Mayor Bill de Blasio hopped between television and radio stations Friday to promote his ambitious new plan to tackle street homelessness in the city. Police Commissioner William Bratton is also speaking out, promoting some different homeless strategies of his own. NY1's Grace Rauh filed the following report.
Mayor Bill de Blasio is preparing to dispatch hundreds of outreach workers to help homeless people living on the streets. He's creating a special canvas unit that will check each and every block of Manhattan from Canal Street to 145th Street every single day for homeless men and women in need.
"The street problem is very real," de Blasio said. "And it has caused a lot of concern among New Yorkers. We have to address it because people care about it legitimately, but we also have to address it because we have 3- or 4,000 people who never should have been on the street to begin with."
His police commissioner, though, is eyeing other approaches. William Bratton says while he thinks the mayor's homeless plan will make a difference, he wants to enact new laws to give police more power to address activities like panhandling.
Right now, people are prohibited from begging within 10 feet of an ATM machine, but only those at banks. The commissioner says he wants to broaden that.
"If you can do, limit it within 10 feet of a bank ATM, why not be able to limit it within 10 feet of any ATM?" Bratton said. "So there's an example of a fresh and creative look at the different issues we are facing."
Bratton says he will be proposing a number of legislative initiatives in the new year designed to address the city's homeless problem.
At a news conference on Friday, he talked up another idea: creating drop-in homeless centers where people living on the street could congregate.
"That was my strong recommendation to the mayor," Bratton said "If there were places where they could go during the day, in out of the weather, where there were also services. Much in the same as we try to do with them in the street, we could be approaching them, but at least they would be off the street."
The point person at City Hall for homeless services says the administration should look at the role drop-in centers can play in helping people get off the street and into shelters.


● Prompt:
Leave no line out; reproduce the listing exactly.

[Start of section]

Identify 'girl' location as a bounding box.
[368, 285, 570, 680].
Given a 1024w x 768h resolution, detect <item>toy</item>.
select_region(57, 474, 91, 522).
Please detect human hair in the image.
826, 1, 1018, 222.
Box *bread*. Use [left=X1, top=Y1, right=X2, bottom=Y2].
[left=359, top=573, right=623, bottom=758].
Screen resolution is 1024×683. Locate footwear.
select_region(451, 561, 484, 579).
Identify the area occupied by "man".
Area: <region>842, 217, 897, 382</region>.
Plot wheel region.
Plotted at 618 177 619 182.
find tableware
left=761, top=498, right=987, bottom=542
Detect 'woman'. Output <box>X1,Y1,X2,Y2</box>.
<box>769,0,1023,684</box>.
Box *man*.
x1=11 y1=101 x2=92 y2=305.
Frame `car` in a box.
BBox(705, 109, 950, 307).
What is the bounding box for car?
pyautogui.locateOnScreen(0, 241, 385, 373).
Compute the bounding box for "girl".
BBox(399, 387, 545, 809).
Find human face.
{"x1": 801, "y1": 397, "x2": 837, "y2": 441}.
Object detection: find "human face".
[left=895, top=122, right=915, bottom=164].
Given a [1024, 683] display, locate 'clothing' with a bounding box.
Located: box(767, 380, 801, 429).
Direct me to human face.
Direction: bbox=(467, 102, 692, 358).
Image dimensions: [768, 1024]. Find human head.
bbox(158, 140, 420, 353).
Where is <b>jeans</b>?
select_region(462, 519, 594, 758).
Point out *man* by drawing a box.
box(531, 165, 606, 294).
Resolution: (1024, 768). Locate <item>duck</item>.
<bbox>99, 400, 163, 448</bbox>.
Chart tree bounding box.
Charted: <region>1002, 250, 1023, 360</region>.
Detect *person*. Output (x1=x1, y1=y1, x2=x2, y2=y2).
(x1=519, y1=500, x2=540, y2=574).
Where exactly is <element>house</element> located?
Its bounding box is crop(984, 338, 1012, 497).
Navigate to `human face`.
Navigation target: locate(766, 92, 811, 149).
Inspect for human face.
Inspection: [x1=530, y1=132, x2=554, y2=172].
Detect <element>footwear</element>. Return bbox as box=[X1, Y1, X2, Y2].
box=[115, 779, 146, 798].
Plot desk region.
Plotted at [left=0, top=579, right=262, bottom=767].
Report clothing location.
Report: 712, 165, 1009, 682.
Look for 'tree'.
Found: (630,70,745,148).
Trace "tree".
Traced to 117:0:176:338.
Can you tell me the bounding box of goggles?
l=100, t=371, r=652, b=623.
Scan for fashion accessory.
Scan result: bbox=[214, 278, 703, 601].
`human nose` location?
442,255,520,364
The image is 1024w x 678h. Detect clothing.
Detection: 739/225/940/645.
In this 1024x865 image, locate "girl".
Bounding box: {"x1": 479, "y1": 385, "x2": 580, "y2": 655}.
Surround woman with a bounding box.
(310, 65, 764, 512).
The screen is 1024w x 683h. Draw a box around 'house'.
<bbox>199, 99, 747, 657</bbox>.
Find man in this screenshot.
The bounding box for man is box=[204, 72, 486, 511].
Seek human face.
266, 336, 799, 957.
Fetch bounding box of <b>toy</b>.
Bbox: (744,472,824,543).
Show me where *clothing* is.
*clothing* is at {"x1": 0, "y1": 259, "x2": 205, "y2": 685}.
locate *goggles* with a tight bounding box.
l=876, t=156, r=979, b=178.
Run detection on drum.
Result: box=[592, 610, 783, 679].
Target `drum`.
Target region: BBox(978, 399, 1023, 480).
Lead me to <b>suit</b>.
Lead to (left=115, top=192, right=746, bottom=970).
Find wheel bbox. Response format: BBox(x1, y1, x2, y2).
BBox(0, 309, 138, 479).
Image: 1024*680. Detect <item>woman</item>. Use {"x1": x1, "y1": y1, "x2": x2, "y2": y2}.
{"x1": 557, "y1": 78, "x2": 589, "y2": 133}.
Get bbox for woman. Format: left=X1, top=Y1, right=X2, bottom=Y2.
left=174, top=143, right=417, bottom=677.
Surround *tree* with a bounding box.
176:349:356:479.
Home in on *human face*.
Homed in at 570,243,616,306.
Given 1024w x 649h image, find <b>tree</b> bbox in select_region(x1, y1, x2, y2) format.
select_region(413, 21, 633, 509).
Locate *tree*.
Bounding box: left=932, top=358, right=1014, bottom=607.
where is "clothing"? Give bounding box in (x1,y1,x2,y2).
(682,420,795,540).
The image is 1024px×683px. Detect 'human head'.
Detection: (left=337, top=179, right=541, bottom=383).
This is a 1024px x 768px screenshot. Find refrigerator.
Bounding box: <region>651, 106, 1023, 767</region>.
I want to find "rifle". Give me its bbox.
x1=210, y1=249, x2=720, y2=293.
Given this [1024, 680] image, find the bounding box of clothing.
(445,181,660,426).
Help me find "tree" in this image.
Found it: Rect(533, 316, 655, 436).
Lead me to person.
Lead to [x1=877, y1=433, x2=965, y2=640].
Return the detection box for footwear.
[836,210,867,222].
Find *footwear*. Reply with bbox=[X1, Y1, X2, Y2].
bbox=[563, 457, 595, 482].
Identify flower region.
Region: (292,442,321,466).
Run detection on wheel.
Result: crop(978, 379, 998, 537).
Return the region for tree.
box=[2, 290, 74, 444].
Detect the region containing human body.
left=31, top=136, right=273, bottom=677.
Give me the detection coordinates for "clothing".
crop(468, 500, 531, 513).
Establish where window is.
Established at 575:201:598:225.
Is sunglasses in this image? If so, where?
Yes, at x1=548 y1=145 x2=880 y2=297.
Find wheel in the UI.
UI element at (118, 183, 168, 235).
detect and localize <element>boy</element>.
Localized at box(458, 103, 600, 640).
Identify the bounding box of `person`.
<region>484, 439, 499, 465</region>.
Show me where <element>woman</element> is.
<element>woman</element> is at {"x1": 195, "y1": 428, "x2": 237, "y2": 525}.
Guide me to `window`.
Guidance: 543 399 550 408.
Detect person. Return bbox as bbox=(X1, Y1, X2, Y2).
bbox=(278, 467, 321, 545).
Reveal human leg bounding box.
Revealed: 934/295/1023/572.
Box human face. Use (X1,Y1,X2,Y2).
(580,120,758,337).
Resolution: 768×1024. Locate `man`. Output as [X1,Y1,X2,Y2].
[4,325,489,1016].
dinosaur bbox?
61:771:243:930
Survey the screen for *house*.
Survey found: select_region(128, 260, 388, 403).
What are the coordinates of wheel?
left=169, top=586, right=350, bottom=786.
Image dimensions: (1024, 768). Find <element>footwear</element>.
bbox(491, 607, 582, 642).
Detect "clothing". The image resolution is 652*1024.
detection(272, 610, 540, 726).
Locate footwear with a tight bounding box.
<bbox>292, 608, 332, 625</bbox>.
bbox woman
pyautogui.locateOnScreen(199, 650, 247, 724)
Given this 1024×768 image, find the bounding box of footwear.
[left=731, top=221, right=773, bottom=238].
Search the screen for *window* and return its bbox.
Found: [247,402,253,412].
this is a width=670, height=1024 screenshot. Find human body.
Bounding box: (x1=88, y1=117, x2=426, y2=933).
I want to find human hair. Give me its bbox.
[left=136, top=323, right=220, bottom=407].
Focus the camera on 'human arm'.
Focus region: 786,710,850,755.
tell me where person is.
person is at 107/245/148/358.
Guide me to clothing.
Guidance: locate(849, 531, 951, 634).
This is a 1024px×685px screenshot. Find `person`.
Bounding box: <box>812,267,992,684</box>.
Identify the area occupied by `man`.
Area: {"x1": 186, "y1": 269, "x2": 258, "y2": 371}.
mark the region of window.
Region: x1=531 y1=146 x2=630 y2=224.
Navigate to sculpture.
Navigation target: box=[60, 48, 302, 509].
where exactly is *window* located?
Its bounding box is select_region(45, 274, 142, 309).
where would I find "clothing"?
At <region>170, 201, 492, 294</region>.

[End of section]

● Answer to the exercise:
Identify 'girl' location as a bounding box.
[368, 285, 570, 680].
Given a 1024w x 768h resolution, detect <item>toy</item>.
select_region(57, 474, 91, 522).
Please detect human hair in the image.
826, 1, 1018, 222.
Box *bread*. Use [left=X1, top=Y1, right=X2, bottom=Y2].
[left=359, top=573, right=623, bottom=758].
Screen resolution is 1024×683. Locate footwear.
select_region(451, 561, 484, 579).
Identify the area occupied by "man".
Area: <region>842, 217, 897, 382</region>.
Plot wheel region.
Plotted at 618 177 619 182.
find tableware
left=761, top=498, right=987, bottom=542
Detect 'woman'. Output <box>X1,Y1,X2,Y2</box>.
<box>769,0,1023,684</box>.
Box *man*.
x1=11 y1=101 x2=92 y2=305.
Frame `car` in a box.
BBox(705, 109, 950, 307).
What is the bounding box for car?
pyautogui.locateOnScreen(0, 241, 385, 373).
Compute the bounding box for "girl".
BBox(399, 387, 545, 809).
Find human face.
{"x1": 801, "y1": 397, "x2": 837, "y2": 441}.
Object detection: find "human face".
[left=895, top=122, right=915, bottom=164].
Given a [1024, 683] display, locate 'clothing' with a bounding box.
Located: box(767, 380, 801, 429).
Direct me to human face.
Direction: bbox=(467, 102, 692, 358).
Image dimensions: [768, 1024]. Find human head.
bbox(158, 140, 420, 353).
Where is <b>jeans</b>?
select_region(462, 519, 594, 758).
Point out *man* by drawing a box.
box(531, 165, 606, 294).
Resolution: (1024, 768). Locate <item>duck</item>.
<bbox>99, 400, 163, 448</bbox>.
Chart tree bounding box.
Charted: <region>1002, 250, 1023, 360</region>.
Detect *person*. Output (x1=x1, y1=y1, x2=x2, y2=y2).
(x1=519, y1=500, x2=540, y2=574).
Where exactly is <element>house</element> located?
Its bounding box is crop(984, 338, 1012, 497).
Navigate to `human face`.
Navigation target: locate(766, 92, 811, 149).
Inspect for human face.
Inspection: [x1=530, y1=132, x2=554, y2=172].
Detect <element>footwear</element>. Return bbox as box=[X1, Y1, X2, Y2].
box=[115, 779, 146, 798].
Plot desk region.
Plotted at [left=0, top=579, right=262, bottom=767].
Report clothing location.
Report: 712, 165, 1009, 682.
Look for 'tree'.
Found: (630,70,745,148).
Trace "tree".
Traced to 117:0:176:338.
Can you tell me the bounding box of goggles?
l=100, t=371, r=652, b=623.
Scan for fashion accessory.
Scan result: bbox=[214, 278, 703, 601].
`human nose` location?
442,255,520,364
The image is 1024w x 678h. Detect clothing.
Detection: 739/225/940/645.
In this 1024x865 image, locate "girl".
Bounding box: {"x1": 479, "y1": 385, "x2": 580, "y2": 655}.
Surround woman with a bounding box.
(310, 65, 764, 512).
The screen is 1024w x 683h. Draw a box around 'house'.
<bbox>199, 99, 747, 657</bbox>.
Find man in this screenshot.
The bounding box for man is box=[204, 72, 486, 511].
Seek human face.
266, 336, 799, 957.
Fetch bounding box of <b>toy</b>.
Bbox: (744,472,824,543).
Show me where *clothing* is.
*clothing* is at {"x1": 0, "y1": 259, "x2": 205, "y2": 685}.
locate *goggles* with a tight bounding box.
l=876, t=156, r=979, b=178.
Run detection on drum.
Result: box=[592, 610, 783, 679].
Target `drum`.
Target region: BBox(978, 399, 1023, 480).
Lead me to <b>suit</b>.
Lead to (left=115, top=192, right=746, bottom=970).
Find wheel bbox. Response format: BBox(x1, y1, x2, y2).
BBox(0, 309, 138, 479).
Image: 1024*680. Detect <item>woman</item>. Use {"x1": x1, "y1": y1, "x2": x2, "y2": y2}.
{"x1": 557, "y1": 78, "x2": 589, "y2": 133}.
Get bbox for woman. Format: left=X1, top=Y1, right=X2, bottom=Y2.
left=174, top=143, right=417, bottom=677.
Surround *tree* with a bounding box.
176:349:356:479.
Home in on *human face*.
Homed in at 570,243,616,306.
Given 1024w x 649h image, find <b>tree</b> bbox in select_region(x1, y1, x2, y2) format.
select_region(413, 21, 633, 509).
Locate *tree*.
Bounding box: left=932, top=358, right=1014, bottom=607.
where is "clothing"? Give bounding box in (x1,y1,x2,y2).
(682,420,795,540).
The image is 1024px×683px. Detect 'human head'.
Detection: (left=337, top=179, right=541, bottom=383).
This is a 1024px x 768px screenshot. Find refrigerator.
Bounding box: <region>651, 106, 1023, 767</region>.
I want to find "rifle". Give me its bbox.
x1=210, y1=249, x2=720, y2=293.
Given this [1024, 680] image, find the bounding box of clothing.
(445,181,660,426).
Help me find "tree" in this image.
Found it: Rect(533, 316, 655, 436).
Lead me to person.
Lead to [x1=877, y1=433, x2=965, y2=640].
Return the detection box for footwear.
[836,210,867,222].
Find *footwear*. Reply with bbox=[X1, Y1, X2, Y2].
bbox=[563, 457, 595, 482].
Identify flower region.
Region: (292,442,321,466).
Run detection on wheel.
Result: crop(978, 379, 998, 537).
Return the region for tree.
box=[2, 290, 74, 444].
Detect the region containing human body.
left=31, top=136, right=273, bottom=677.
Give me the detection coordinates for "clothing".
crop(468, 500, 531, 513).
Establish where window is.
Established at 575:201:598:225.
Is sunglasses in this image? If so, where?
Yes, at x1=548 y1=145 x2=880 y2=297.
Find wheel in the UI.
UI element at (118, 183, 168, 235).
detect and localize <element>boy</element>.
Localized at box(458, 103, 600, 640).
Identify the bounding box of `person`.
<region>484, 439, 499, 465</region>.
Show me where <element>woman</element> is.
<element>woman</element> is at {"x1": 195, "y1": 428, "x2": 237, "y2": 525}.
Guide me to `window`.
Guidance: 543 399 550 408.
Detect person. Return bbox as bbox=(X1, Y1, X2, Y2).
bbox=(278, 467, 321, 545).
Reveal human leg bounding box.
Revealed: 934/295/1023/572.
Box human face. Use (X1,Y1,X2,Y2).
(580,120,758,337).
Resolution: 768×1024. Locate `man`. Output as [X1,Y1,X2,Y2].
[4,325,489,1016].
dinosaur bbox?
61:771:243:930
Survey the screen for *house*.
Survey found: select_region(128, 260, 388, 403).
What are the coordinates of wheel?
left=169, top=586, right=350, bottom=786.
Image dimensions: (1024, 768). Find <element>footwear</element>.
bbox(491, 607, 582, 642).
Detect "clothing". The image resolution is 652*1024.
detection(272, 610, 540, 726).
Locate footwear with a tight bounding box.
<bbox>292, 608, 332, 625</bbox>.
bbox woman
pyautogui.locateOnScreen(199, 650, 247, 724)
Given this 1024×768 image, find the bounding box of footwear.
[left=731, top=221, right=773, bottom=238].
Search the screen for *window* and return its bbox.
Found: [247,402,253,412].
this is a width=670, height=1024 screenshot. Find human body.
Bounding box: (x1=88, y1=117, x2=426, y2=933).
I want to find human hair. Give me its bbox.
[left=136, top=323, right=220, bottom=407].
Focus the camera on 'human arm'.
Focus region: 786,710,850,755.
tell me where person is.
person is at 107/245/148/358.
Guide me to clothing.
Guidance: locate(849, 531, 951, 634).
This is a 1024px×685px screenshot. Find `person`.
Bounding box: <box>812,267,992,684</box>.
Identify the area occupied by `man`.
Area: {"x1": 186, "y1": 269, "x2": 258, "y2": 371}.
mark the region of window.
Region: x1=531 y1=146 x2=630 y2=224.
Navigate to sculpture.
Navigation target: box=[60, 48, 302, 509].
where exactly is *window* located?
Its bounding box is select_region(45, 274, 142, 309).
where would I find "clothing"?
At <region>170, 201, 492, 294</region>.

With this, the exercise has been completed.